Minor spoiler to start: "Drive-Away Dolls," contrary to its mildly misleading trailer, is not set in the 21st century.

This matters because its period-piece date of 1999 is probably a golden mean between an absence of smart phones, the mere presence of which would preclude most of this film's plot points, and a relative level of LGBTQ+ acceptance within society, which allows our lesbian protagonists to be downright careless over the course of their rambling misadventures.

It also matters because "Drive-Away Dolls" represents a welcome throwback to the “raunchy slob” comedy subgenre wherein a pair of mismatched pals hit the road and unintentionally get mixed up in high-stakes quasi-criminal capers in which they're way out of their depth.

Unfortunately, far too many slob comedies from the 1970s and '80s are tainted, to varying degrees, by gratuitous dollops of misogyny and homophobia, but "Drive-Away Dolls" avoids this by making lesbians our point-of-view protagonists, and having them take up the traditional archetypes of the masculine buddies of decades past.

Marian (Geraldine Viswanathan) is well-read and responsible, but also lonely, socially stunted and dull, so we know that impulsive party animal Jamie (Margaret Qualley), who gets caught screwing around on her aggressively stern partner Sukie (Beanie Feldstein, who's been on a real winning streak of roles lately) will coax her pent-up pal out of her shell and get her laid.

There's shades of the supremely confident Ferris Bueller treating his neurotic best friend Cameron Poe to the much-needed "Day Off" that they share, but any fan of 1980s films will spot similar pairings throughout the era, right down to Robert Rusler and Chris Makepeace's college roommate characters in 1986's "Vamp" starring Grace Jones.

In the wake of Joss Whedon's "Buffy the Vampire Slayer," mainstream media addressed the audience's desire for more "strong female characters" on a largely shallow surface level, but at the risk of mansplaining equitable representation, what I still don't see enough of onscreen are women characters who are allowed to be goofy dorks and slightly sleazy reprobates, in ways that inspire sympathetic portrayals when it's dudes behaving as such.

I kind of love that Jamie is given narrative permission to be a bit of a dim bulb and a scumbag, because everyone should be afforded the freedom to bask in the decadence of "Beavis and Butt-Head" levels of reprehensible idiocy, however momentarily, regardless of their gender or orientation.

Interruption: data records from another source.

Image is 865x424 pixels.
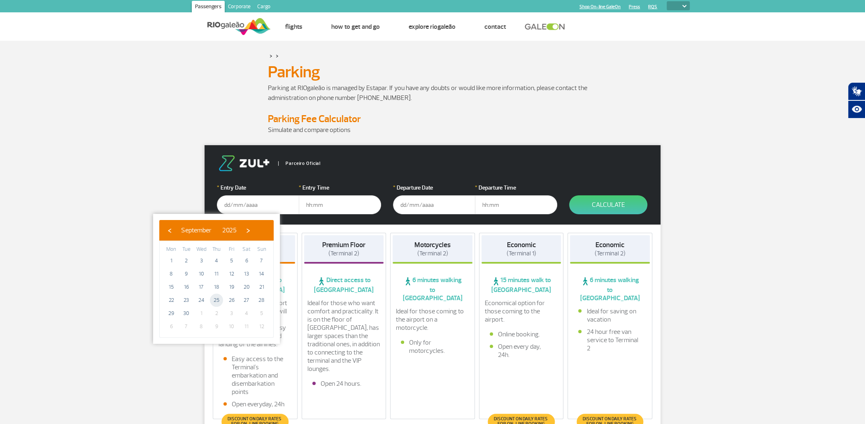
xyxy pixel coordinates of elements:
strong: Motorcycles [415,241,451,249]
th: weekday [239,245,254,254]
span: 29 [165,307,178,320]
h1: Parking [268,65,597,79]
span: 1 [195,307,208,320]
span: 5 [225,254,238,268]
input: dd/mm/aaaa [217,196,299,214]
span: 7 [180,320,193,333]
span: (Terminal 1) [507,250,536,258]
a: Explore RIOgaleão [409,23,456,31]
a: Press [629,4,640,9]
span: 6 minutes walking to [GEOGRAPHIC_DATA] [570,276,650,303]
th: weekday [209,245,224,254]
li: Open 24 hours. [312,380,376,388]
span: 28 [255,294,268,307]
span: September [181,226,212,235]
strong: Premium Floor [322,241,366,249]
span: 4 [240,307,253,320]
input: hh:mm [299,196,381,214]
label: Entry Date [217,184,299,192]
span: Parceiro Oficial [278,161,321,166]
a: How to get and go [331,23,380,31]
span: (Terminal 2) [595,250,626,258]
button: ‹ [163,224,176,237]
li: Open every day, 24h. [490,343,553,359]
span: 18 [210,281,223,294]
bs-datepicker-container: calendar [153,214,280,344]
label: Departure Date [393,184,475,192]
th: weekday [179,245,194,254]
span: 15 minutes walk to [GEOGRAPHIC_DATA] [482,276,561,294]
span: 30 [180,307,193,320]
a: Shop On-line GaleOn [580,4,621,9]
span: 24 [195,294,208,307]
span: 2 [180,254,193,268]
li: Open everyday, 24h [224,401,287,409]
a: Contact [485,23,506,31]
button: Calculate [569,196,648,214]
button: › [242,224,254,237]
span: 22 [165,294,178,307]
button: Abrir recursos assistivos. [848,100,865,119]
span: 10 [225,320,238,333]
a: > [276,51,279,61]
span: 11 [210,268,223,281]
span: 8 [165,268,178,281]
span: 25 [210,294,223,307]
a: > [270,51,273,61]
p: Ideal for those coming to the airport on a motorcycle. [396,308,469,332]
a: Flights [285,23,303,31]
p: Ideal for those who want comfort and practicality. It is on the floor of [GEOGRAPHIC_DATA], has l... [308,299,381,373]
a: Cargo [254,1,274,14]
button: September [176,224,217,237]
span: 12 [225,268,238,281]
li: 24 hour free van service to Terminal 2 [578,328,642,353]
li: Online booking. [490,331,553,339]
th: weekday [224,245,239,254]
th: weekday [194,245,209,254]
div: Plugin de acessibilidade da Hand Talk. [848,82,865,119]
th: weekday [164,245,179,254]
span: 19 [225,281,238,294]
span: 27 [240,294,253,307]
span: 13 [240,268,253,281]
span: (Terminal 2) [417,250,448,258]
input: dd/mm/aaaa [393,196,475,214]
span: 2025 [222,226,237,235]
bs-datepicker-navigation-view: ​ ​ ​ [163,225,254,233]
span: 6 [240,254,253,268]
span: 21 [255,281,268,294]
span: 8 [195,320,208,333]
span: 15 [165,281,178,294]
label: Entry Time [299,184,381,192]
span: 16 [180,281,193,294]
input: hh:mm [475,196,557,214]
span: 3 [225,307,238,320]
span: Direct access to [GEOGRAPHIC_DATA] [304,276,384,294]
th: weekday [254,245,269,254]
span: 20 [240,281,253,294]
span: 12 [255,320,268,333]
span: 14 [255,268,268,281]
span: 23 [180,294,193,307]
span: (Terminal 2) [329,250,359,258]
span: 6 minutes walking to [GEOGRAPHIC_DATA] [393,276,473,303]
span: 6 [165,320,178,333]
h4: Parking Fee Calculator [268,113,597,125]
span: 5 [255,307,268,320]
span: 11 [240,320,253,333]
a: Corporate [225,1,254,14]
strong: Economic [596,241,624,249]
button: Abrir tradutor de língua de sinais. [848,82,865,100]
span: 26 [225,294,238,307]
button: 2025 [217,224,242,237]
span: 9 [180,268,193,281]
p: Parking at RIOgaleão is managed by Estapar. If you have any doubts or would like more information... [268,83,597,103]
p: Simulate and compare options [268,125,597,135]
a: Passengers [192,1,225,14]
span: 17 [195,281,208,294]
a: RQS [648,4,657,9]
li: Only for motorcycles. [401,339,464,355]
span: 1 [165,254,178,268]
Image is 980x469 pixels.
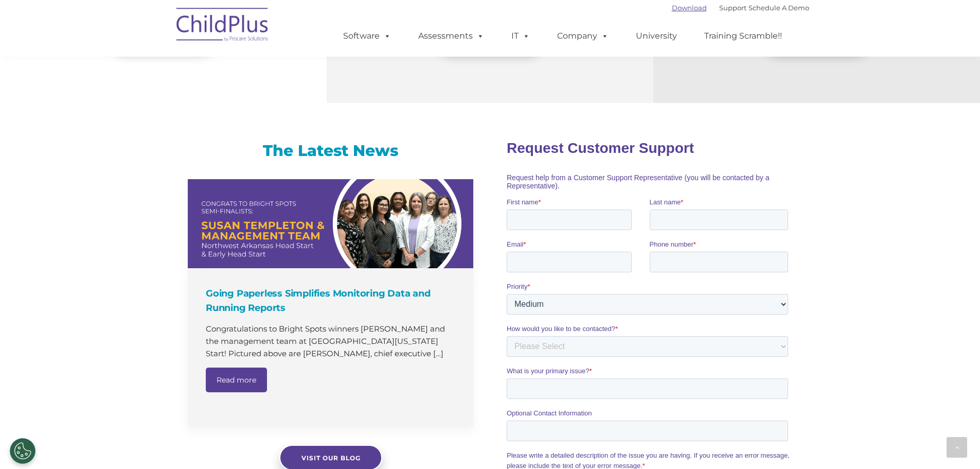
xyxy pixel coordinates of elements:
img: ChildPlus by Procare Solutions [171,1,274,52]
h3: The Latest News [188,140,473,161]
font: | [672,4,809,12]
h4: Going Paperless Simplifies Monitoring Data and Running Reports [206,286,458,315]
a: University [625,25,687,47]
a: Training Scramble!! [694,25,792,47]
a: Read more [206,367,267,392]
p: Congratulations to Bright Spots winners [PERSON_NAME] and the management team at [GEOGRAPHIC_DATA... [206,323,458,360]
span: Visit our blog [301,454,360,462]
a: Software [333,25,401,47]
a: Support [719,4,747,12]
a: Download [672,4,707,12]
a: Company [547,25,619,47]
a: Assessments [408,25,494,47]
a: IT [501,25,540,47]
a: Schedule A Demo [749,4,809,12]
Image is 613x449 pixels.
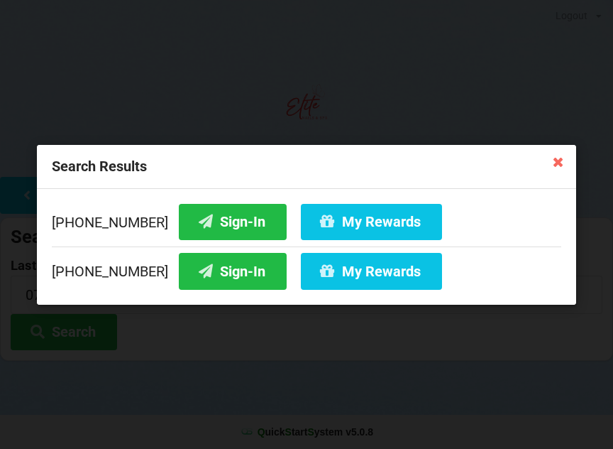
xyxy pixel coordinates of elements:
button: My Rewards [301,253,442,289]
button: Sign-In [179,253,287,289]
div: Search Results [37,145,576,189]
button: My Rewards [301,203,442,239]
button: Sign-In [179,203,287,239]
div: [PHONE_NUMBER] [52,246,562,289]
div: [PHONE_NUMBER] [52,203,562,246]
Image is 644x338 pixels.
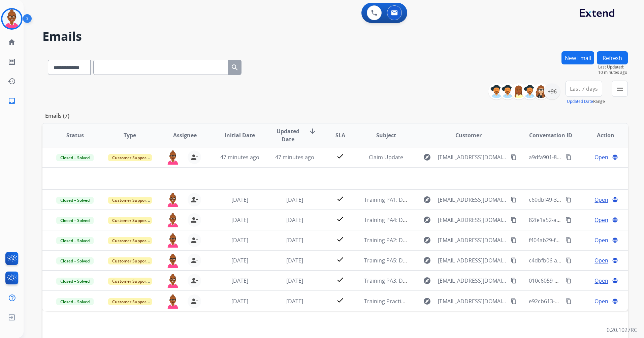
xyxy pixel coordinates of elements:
span: Assignee [173,131,197,139]
span: Training PA4: Do Not Assign ([PERSON_NAME]) [364,216,481,223]
span: Customer Support [108,237,152,244]
img: avatar [2,9,21,28]
img: agent-avatar [166,213,179,228]
span: Closed – Solved [56,298,94,305]
p: 0.20.1027RC [607,326,637,334]
mat-icon: language [612,154,618,160]
mat-icon: content_copy [511,278,517,284]
mat-icon: explore [423,216,431,224]
mat-icon: person_remove [190,236,198,244]
span: Training PA5: Do Not Assign ([PERSON_NAME]) [364,257,481,264]
span: Type [124,131,136,139]
span: a9dfa901-814e-41ec-a404-6ae091cb5a61 [529,154,632,161]
mat-icon: language [612,217,618,223]
mat-icon: content_copy [511,197,517,203]
mat-icon: search [231,64,239,72]
span: [DATE] [232,216,248,223]
span: f404ab29-f904-4ae6-b726-614ca23d2fb7 [529,236,630,244]
span: [DATE] [232,277,248,284]
span: Claim Update [369,154,403,161]
span: Closed – Solved [56,154,94,161]
span: Training Practice – New Email [364,297,439,305]
span: 47 minutes ago [221,154,259,161]
span: Customer Support [108,298,152,305]
mat-icon: language [612,278,618,284]
span: [EMAIL_ADDRESS][DOMAIN_NAME] [438,257,507,265]
mat-icon: person_remove [190,216,198,224]
span: [DATE] [287,257,303,264]
mat-icon: check [336,255,344,263]
mat-icon: explore [423,297,431,305]
mat-icon: check [336,296,344,304]
span: [DATE] [287,196,303,204]
mat-icon: content_copy [566,197,572,203]
img: agent-avatar [166,254,179,268]
mat-icon: person_remove [190,153,198,161]
mat-icon: inbox [8,97,16,105]
mat-icon: check [336,152,344,160]
mat-icon: check [336,235,344,243]
mat-icon: person_remove [190,276,198,284]
span: [DATE] [232,236,248,244]
mat-icon: content_copy [511,237,517,243]
mat-icon: content_copy [566,257,572,263]
mat-icon: language [612,257,618,263]
mat-icon: content_copy [511,257,517,263]
img: agent-avatar [166,193,179,207]
span: Open [595,153,608,161]
span: [EMAIL_ADDRESS][DOMAIN_NAME] [438,216,507,224]
span: [DATE] [232,297,248,305]
span: [EMAIL_ADDRESS][DOMAIN_NAME] [438,153,507,161]
span: Closed – Solved [56,278,94,284]
span: Training PA2: Do Not Assign ([PERSON_NAME]) [364,236,481,244]
button: New Email [561,51,594,64]
span: [EMAIL_ADDRESS][DOMAIN_NAME] [438,236,507,244]
span: [DATE] [232,196,248,204]
span: c4dbfb06-a70d-43cd-9d6d-233e6c519667 [529,257,633,264]
img: agent-avatar [166,294,179,308]
span: Open [595,196,608,204]
mat-icon: content_copy [566,217,572,223]
mat-icon: explore [423,196,431,204]
span: 47 minutes ago [275,154,314,161]
button: Updated Date [567,99,593,104]
span: [DATE] [287,297,303,305]
mat-icon: check [336,194,344,203]
mat-icon: list_alt [8,57,16,66]
span: Open [595,276,608,284]
span: Conversation ID [529,131,573,139]
mat-icon: person_remove [190,297,198,305]
span: Customer Support [108,257,152,265]
span: [EMAIL_ADDRESS][DOMAIN_NAME] [438,276,507,284]
span: Status [67,131,84,139]
mat-icon: menu [616,84,624,93]
mat-icon: person_remove [190,196,198,204]
mat-icon: explore [423,236,431,244]
img: agent-avatar [166,274,179,288]
span: Customer Support [108,197,152,204]
span: Training PA3: Do Not Assign ([PERSON_NAME]) [364,277,481,284]
mat-icon: content_copy [566,237,572,243]
span: Updated Date [273,127,303,143]
span: [DATE] [287,277,303,284]
span: Initial Date [225,131,255,139]
img: agent-avatar [166,233,179,247]
mat-icon: home [8,38,16,46]
span: Closed – Solved [56,197,94,204]
span: Last 7 days [570,88,598,90]
button: Refresh [597,51,628,64]
span: [EMAIL_ADDRESS][DOMAIN_NAME] [438,297,507,305]
span: Customer Support [108,154,152,161]
mat-icon: explore [423,276,431,284]
mat-icon: content_copy [566,298,572,304]
span: SLA [336,131,345,139]
mat-icon: explore [423,257,431,265]
mat-icon: check [336,215,344,223]
span: [DATE] [287,236,303,244]
span: Open [595,216,608,224]
mat-icon: check [336,276,344,284]
mat-icon: history [8,77,16,85]
mat-icon: person_remove [190,257,198,265]
span: Closed – Solved [56,237,94,244]
mat-icon: language [612,298,618,304]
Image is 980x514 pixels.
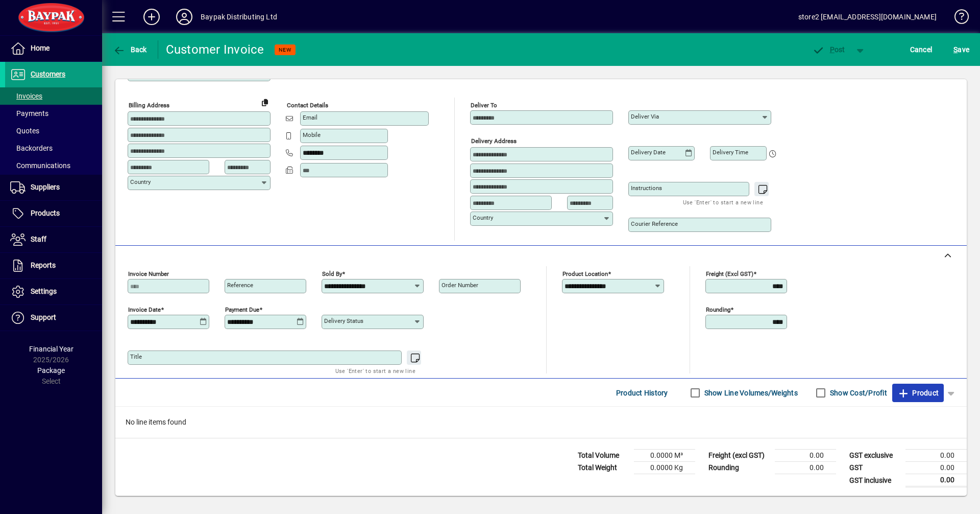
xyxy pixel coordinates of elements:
[10,161,71,170] span: Communications
[812,46,845,54] span: ost
[631,184,662,191] mat-label: Instructions
[115,407,967,438] div: No line items found
[5,201,102,226] a: Products
[322,270,342,278] mat-label: Sold by
[278,47,291,53] span: NEW
[562,270,608,278] mat-label: Product location
[5,175,102,200] a: Suppliers
[30,313,56,322] span: Support
[10,144,52,152] span: Backorders
[631,220,678,227] mat-label: Courier Reference
[906,449,967,462] td: 0.00
[256,94,273,110] button: Copy to Delivery address
[951,40,972,59] button: Save
[572,462,634,474] td: Total Weight
[702,388,798,398] label: Show Line Volumes/Weights
[30,44,49,52] span: Home
[947,2,967,35] a: Knowledge Base
[906,474,967,487] td: 0.00
[703,449,775,462] td: Freight (excl GST)
[130,353,142,360] mat-label: Title
[30,235,47,243] span: Staff
[706,270,754,278] mat-label: Freight (excl GST)
[775,462,836,474] td: 0.00
[335,365,416,377] mat-hint: Use 'Enter' to start a new line
[5,139,102,157] a: Backorders
[5,305,102,331] a: Support
[30,183,60,191] span: Suppliers
[910,41,932,58] span: Cancel
[113,46,147,54] span: Back
[634,449,695,462] td: 0.0000 M³
[844,449,906,462] td: GST exclusive
[713,148,748,156] mat-label: Delivery time
[906,462,967,474] td: 0.00
[828,388,887,398] label: Show Cost/Profit
[892,384,943,402] button: Product
[5,226,102,252] a: Staff
[953,41,969,58] span: ave
[473,214,493,221] mat-label: Country
[5,104,102,122] a: Payments
[10,109,49,117] span: Payments
[631,148,666,156] mat-label: Delivery date
[10,126,39,135] span: Quotes
[616,385,669,400] span: Product History
[572,449,634,462] td: Total Volume
[201,8,278,25] div: Baypak Distributing Ltd
[168,7,201,26] button: Profile
[775,449,836,462] td: 0.00
[302,114,318,121] mat-label: Email
[5,157,102,174] a: Communications
[898,385,939,400] span: Product
[38,366,65,375] span: Package
[30,70,65,78] span: Customers
[441,281,478,289] mat-label: Order number
[830,46,834,54] span: P
[102,40,158,59] app-page-header-button: Back
[5,122,102,139] a: Quotes
[5,87,102,104] a: Invoices
[225,306,259,313] mat-label: Payment due
[227,281,253,289] mat-label: Reference
[908,40,935,59] button: Cancel
[30,287,57,295] span: Settings
[844,462,906,474] td: GST
[634,462,695,474] td: 0.0000 Kg
[631,113,659,120] mat-label: Deliver via
[128,270,169,278] mat-label: Invoice number
[10,92,42,100] span: Invoices
[5,253,102,279] a: Reports
[166,41,265,58] div: Customer Invoice
[683,196,763,208] mat-hint: Use 'Enter' to start a new line
[136,7,168,26] button: Add
[128,306,161,313] mat-label: Invoice date
[799,8,937,25] div: store2 [EMAIL_ADDRESS][DOMAIN_NAME]
[471,102,497,109] mat-label: Deliver To
[29,344,73,353] span: Financial Year
[130,178,150,185] mat-label: Country
[302,131,321,138] mat-label: Mobile
[324,317,364,324] mat-label: Delivery status
[5,279,102,304] a: Settings
[5,36,102,61] a: Home
[612,384,672,402] button: Product History
[30,209,60,217] span: Products
[703,462,775,474] td: Rounding
[706,306,731,313] mat-label: Rounding
[110,40,149,59] button: Back
[807,40,850,59] button: Post
[844,474,906,487] td: GST inclusive
[953,46,958,54] span: S
[30,261,56,269] span: Reports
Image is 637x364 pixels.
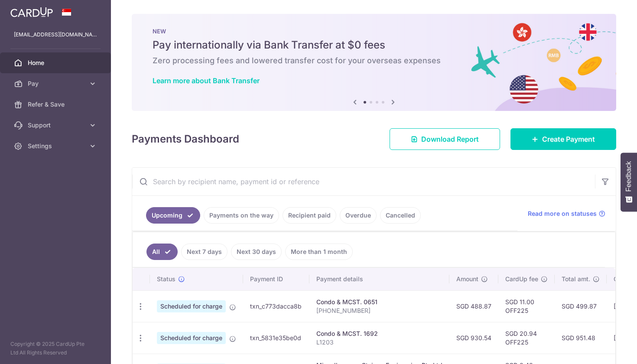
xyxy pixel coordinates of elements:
[555,322,607,353] td: SGD 951.48
[157,275,176,283] span: Status
[14,30,97,39] p: [EMAIL_ADDRESS][DOMAIN_NAME]
[285,243,353,260] a: More than 1 month
[542,134,595,145] span: Create Payment
[243,322,310,353] td: txn_5831e35be0d
[28,121,85,129] span: Support
[283,207,336,224] a: Recipient paid
[555,290,607,322] td: SGD 499.87
[421,134,479,145] span: Download Report
[498,290,555,322] td: SGD 11.00 OFF225
[317,338,443,347] p: L1203
[153,55,595,66] h6: Zero processing fees and lowered transfer cost for your overseas expenses
[28,79,85,88] span: Pay
[157,300,226,312] span: Scheduled for charge
[317,298,443,306] div: Condo & MCST. 0651
[28,100,85,109] span: Refer & Save
[340,207,376,224] a: Overdue
[389,128,500,150] a: Download Report
[498,322,555,353] td: SGD 20.94 OFF225
[449,290,498,322] td: SGD 488.87
[456,275,479,283] span: Amount
[153,76,260,85] a: Learn more about Bank Transfer
[132,14,616,111] img: Bank transfer banner
[317,306,443,315] p: [PHONE_NUMBER]
[528,209,605,218] a: Read more on statuses
[153,38,595,52] h5: Pay internationally via Bank Transfer at $0 fees
[505,275,538,283] span: CardUp fee
[310,268,449,290] th: Payment details
[625,161,633,191] span: Feedback
[146,207,200,224] a: Upcoming
[243,290,310,322] td: txn_c773dacca8b
[28,142,85,150] span: Settings
[132,168,595,196] input: Search by recipient name, payment id or reference
[380,207,421,224] a: Cancelled
[231,243,281,260] a: Next 30 days
[132,131,239,147] h4: Payments Dashboard
[204,207,279,224] a: Payments on the way
[153,28,595,35] p: NEW
[620,153,637,211] button: Feedback - Show survey
[147,243,178,260] a: All
[449,322,498,353] td: SGD 930.54
[28,58,85,67] span: Home
[157,332,226,344] span: Scheduled for charge
[10,7,53,17] img: CardUp
[317,329,443,338] div: Condo & MCST. 1692
[528,209,597,218] span: Read more on statuses
[510,128,616,150] a: Create Payment
[561,275,590,283] span: Total amt.
[243,268,310,290] th: Payment ID
[181,243,227,260] a: Next 7 days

At the same time, Jamie reveals herself to be much like an endearingly big, dumb dog, who causes chaos but mostly means well, which sets the stage for her clumsy attempts to do the right thing for Marian, playing into the well-worn but (in this instance, at least) decently-staged trope of a deeper love lurking where our shortsighted characters least expect to find it.

As graphic as this film gets — and make no mistake, it is sexually explicit — its depictions of romantic affection feel entirely authentic, earnest and earned.

Our central couple, and their grudging tagalong sidekick, are far from the only notable features of "Drive-Away Dolls" which also spotlights Bill Camp's delightfully deadpan formality, Joey Slotnick as a hard-hitting henchman who's nonetheless obsessed with ingratiating himself with the complete strangers he meets on the job, the always-elegant Colman Domingo lending a touch of class to perhaps the most deliberately absurd exposition in this film's proceedings, Pedro Pascal and Matt Damon amusing with what amount to walk-on cameos, and Miley Cyrus appearing in recurring hallucinogenic sequences that arguably go on too long, but remain fun to take in anyway.

It definitely won't be to everyone's tastes, but "Drive-Away Dolls" was well worth watching for me, to the point that I'd even be up for a sequel, which its teaser of an ending leaves open as a possibility.